In August 1994, William Seidel and Ryan Weber (AKA Nuisance), put their high-school band on hiatus and headed out into the real world for the first time as foreign exchange students. The two comrades snail mailed each other bits of songs written on borrowed instruments and recorded onto cassette players from Central America to Japan and back again for a year. They’ve remained musical partners for the ensuing 30 years, across distance and through circumstance, rejoicing in the process and project of it all. Their new album, Squash Blossom Necklace, is yet another picturesque vista on their collective musical and life journey together...
In July 2023, Nuisance vocalist, William Seidel, packed up his life and a modest recording set up and left his home for a year-long journey around the world with his family. During the fleeting few moments when he wasn’t moving across the endless plains or up and down the Rocky Mountains and the Pacific Coast of North America, spelunking in Hawaii, soaking in the sulfur springs of Japan, camping under the Banyan trees along the Australian’s Far North and Eastern coastline, kayaking around Indonesia, or meditating in the forests of Southern India, he was tracking vocals in hotel bathrooms and in the back of an old Japanese mini-van taxi named Muriel. Not only can you hear the authenticity and immediacy of writing and recording amidst the chaos of experience, but there’s a cathartic abandon in the lyrics only achievable through the knowledge that comes with traveling with loved ones and months spent in foreign natural environments.
Meanwhile, back the in States, his partner Ryan Weber (no stranger to making albums outside the traditional studio – see Eric & Magill Night Singers recorded while Weber was in a remote part of Kenya serving as Peace Corps Volunteer, or REW<< Departeures, recorded in trains and hotel rooms across Africa and South East Asia) developed a new slew of virtual instruments that are synonymous to Nuisance albums and used exclusively for music tracks (see poeticdevic.es). Once the instruments were complete he laid down the bedrock instrumentation, continuing homages to modern classical and indie, but also phosphorescent organic neo-folk.
As they'd done 30 years prior when they were teenagers, the partners shared tracks across the ever-shrinking planet. The result is a musical expedition only Seidel and Weber could concoct after 30+ years of quiet collaboration. Lyrically and melodically it’s packed with natural imagery and themes Seidel encountered on his travels, as well as musical influences plucked from the air floating in the new environs. Sometimes it sounds like an alternate universe where a teenage Paul Simon and Leonard Cohen are singing to each other over a long distance phone call. At others times, the album feels like George Harrison, freshly back from Rishikesh, is time-warped to a recording studio in a suburban Midwest basement somewhere in the 1980s. Whatever it is, it's an album worthy of a very deep listen and understanding for so many reasons: musically, spiritually, technologically, and lyrically.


Please copy the listing that follows exactly, leaving out any pictures.

⁂

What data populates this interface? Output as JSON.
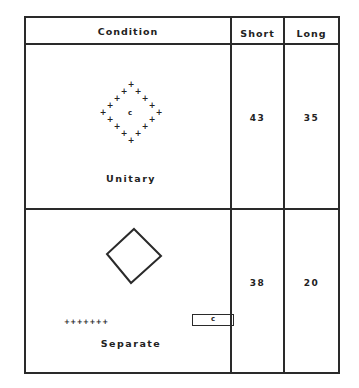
{
  "table": {
    "headers": {
      "condition": "Condition",
      "short": "Short",
      "long": "Long"
    },
    "rows": [
      {
        "condition": "Unitary",
        "short": "43",
        "long": "35",
        "figure": {
          "type": "diamond-of-plus-signs",
          "center_letter": "c"
        }
      },
      {
        "condition": "Separate",
        "short": "38",
        "long": "20",
        "figure": {
          "type": "outline-diamond-plus-row-and-boxed-letter",
          "plus_row": "+++++++",
          "boxed_letter": "c"
        }
      }
    ]
  }
}
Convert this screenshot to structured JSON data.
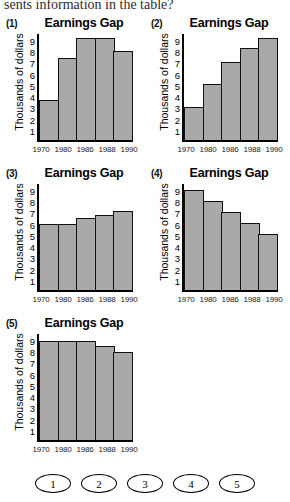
{
  "question": {
    "stem_text": "sents information in the table?"
  },
  "common": {
    "title": "Earnings Gap",
    "ylabel": "Thousands of dollars",
    "yticks": [
      "9",
      "8",
      "7",
      "6",
      "5",
      "4",
      "3",
      "2",
      "1"
    ],
    "xticks": [
      "1970",
      "1980",
      "1986",
      "1988",
      "1990"
    ],
    "bar_color": "#a9a9a9",
    "axis_color": "#000000"
  },
  "answers": {
    "choices": [
      "1",
      "2",
      "3",
      "4",
      "5"
    ]
  },
  "chart_data": [
    {
      "id": "1",
      "number_label": "(1)",
      "type": "bar",
      "title": "Earnings Gap",
      "xlabel": "",
      "ylabel": "Thousands of dollars",
      "categories": [
        "1970",
        "1980",
        "1986",
        "1988",
        "1990"
      ],
      "values": [
        3.6,
        7.4,
        9.2,
        9.2,
        8.1
      ],
      "ylim": [
        0,
        9.6
      ],
      "grid": false,
      "legend": "none"
    },
    {
      "id": "2",
      "number_label": "(2)",
      "type": "bar",
      "title": "Earnings Gap",
      "xlabel": "",
      "ylabel": "Thousands of dollars",
      "categories": [
        "1970",
        "1980",
        "1986",
        "1988",
        "1990"
      ],
      "values": [
        3.0,
        5.1,
        7.1,
        8.3,
        9.2
      ],
      "ylim": [
        0,
        9.6
      ],
      "grid": false,
      "legend": "none"
    },
    {
      "id": "3",
      "number_label": "(3)",
      "type": "bar",
      "title": "Earnings Gap",
      "xlabel": "",
      "ylabel": "Thousands of dollars",
      "categories": [
        "1970",
        "1980",
        "1986",
        "1988",
        "1990"
      ],
      "values": [
        6.0,
        6.0,
        6.5,
        6.8,
        7.2
      ],
      "ylim": [
        0,
        9.6
      ],
      "grid": false,
      "legend": "none"
    },
    {
      "id": "4",
      "number_label": "(4)",
      "type": "bar",
      "title": "Earnings Gap",
      "xlabel": "",
      "ylabel": "Thousands of dollars",
      "categories": [
        "1970",
        "1980",
        "1986",
        "1988",
        "1990"
      ],
      "values": [
        9.1,
        8.1,
        7.1,
        6.1,
        5.1
      ],
      "ylim": [
        0,
        9.6
      ],
      "grid": false,
      "legend": "none"
    },
    {
      "id": "5",
      "number_label": "(5)",
      "type": "bar",
      "title": "Earnings Gap",
      "xlabel": "",
      "ylabel": "Thousands of dollars",
      "categories": [
        "1970",
        "1980",
        "1986",
        "1988",
        "1990"
      ],
      "values": [
        9.0,
        9.0,
        9.0,
        8.5,
        8.0
      ],
      "ylim": [
        0,
        9.6
      ],
      "grid": false,
      "legend": "none"
    }
  ]
}
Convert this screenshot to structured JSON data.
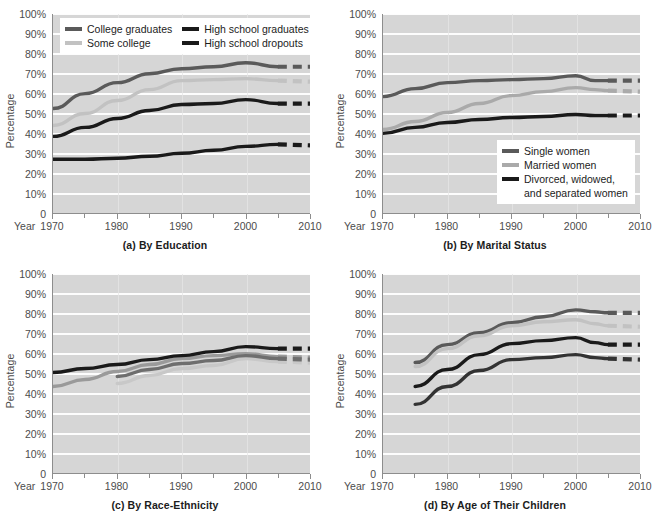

⁂

## REPLY
What data populates this interface? Output as JSON.
{
  "table": {
    "headers": {
      "condition": "Condition",
      "short": "Short",
      "long": "Long"
    },
    "rows": [
      {
        "condition": "Unitary",
        "short": "43",
        "long": "35",
        "figure": {
          "type": "diamond-of-plus-signs",
          "center_letter": "c"
        }
      },
      {
        "condition": "Separate",
        "short": "38",
        "long": "20",
        "figure": {
          "type": "outline-diamond-plus-row-and-boxed-letter",
          "plus_row": "+++++++",
          "boxed_letter": "c"
        }
      }
    ]
  }
}
Convert this screenshot to structured JSON data.
{
  "question": {
    "stem_text": "sents information in the table?"
  },
  "common": {
    "title": "Earnings Gap",
    "ylabel": "Thousands of dollars",
    "yticks": [
      "9",
      "8",
      "7",
      "6",
      "5",
      "4",
      "3",
      "2",
      "1"
    ],
    "xticks": [
      "1970",
      "1980",
      "1986",
      "1988",
      "1990"
    ],
    "bar_color": "#a9a9a9",
    "axis_color": "#000000"
  },
  "answers": {
    "choices": [
      "1",
      "2",
      "3",
      "4",
      "5"
    ]
  },
  "chart_data": [
    {
      "id": "1",
      "number_label": "(1)",
      "type": "bar",
      "title": "Earnings Gap",
      "xlabel": "",
      "ylabel": "Thousands of dollars",
      "categories": [
        "1970",
        "1980",
        "1986",
        "1988",
        "1990"
      ],
      "values": [
        3.6,
        7.4,
        9.2,
        9.2,
        8.1
      ],
      "ylim": [
        0,
        9.6
      ],
      "grid": false,
      "legend": "none"
    },
    {
      "id": "2",
      "number_label": "(2)",
      "type": "bar",
      "title": "Earnings Gap",
      "xlabel": "",
      "ylabel": "Thousands of dollars",
      "categories": [
        "1970",
        "1980",
        "1986",
        "1988",
        "1990"
      ],
      "values": [
        3.0,
        5.1,
        7.1,
        8.3,
        9.2
      ],
      "ylim": [
        0,
        9.6
      ],
      "grid": false,
      "legend": "none"
    },
    {
      "id": "3",
      "number_label": "(3)",
      "type": "bar",
      "title": "Earnings Gap",
      "xlabel": "",
      "ylabel": "Thousands of dollars",
      "categories": [
        "1970",
        "1980",
        "1986",
        "1988",
        "1990"
      ],
      "values": [
        6.0,
        6.0,
        6.5,
        6.8,
        7.2
      ],
      "ylim": [
        0,
        9.6
      ],
      "grid": false,
      "legend": "none"
    },
    {
      "id": "4",
      "number_label": "(4)",
      "type": "bar",
      "title": "Earnings Gap",
      "xlabel": "",
      "ylabel": "Thousands of dollars",
      "categories": [
        "1970",
        "1980",
        "1986",
        "1988",
        "1990"
      ],
      "values": [
        9.1,
        8.1,
        7.1,
        6.1,
        5.1
      ],
      "ylim": [
        0,
        9.6
      ],
      "grid": false,
      "legend": "none"
    },
    {
      "id": "5",
      "number_label": "(5)",
      "type": "bar",
      "title": "Earnings Gap",
      "xlabel": "",
      "ylabel": "Thousands of dollars",
      "categories": [
        "1970",
        "1980",
        "1986",
        "1988",
        "1990"
      ],
      "values": [
        9.0,
        9.0,
        9.0,
        8.5,
        8.0
      ],
      "ylim": [
        0,
        9.6
      ],
      "grid": false,
      "legend": "none"
    }
  ]
}
Convert this screenshot to structured JSON data.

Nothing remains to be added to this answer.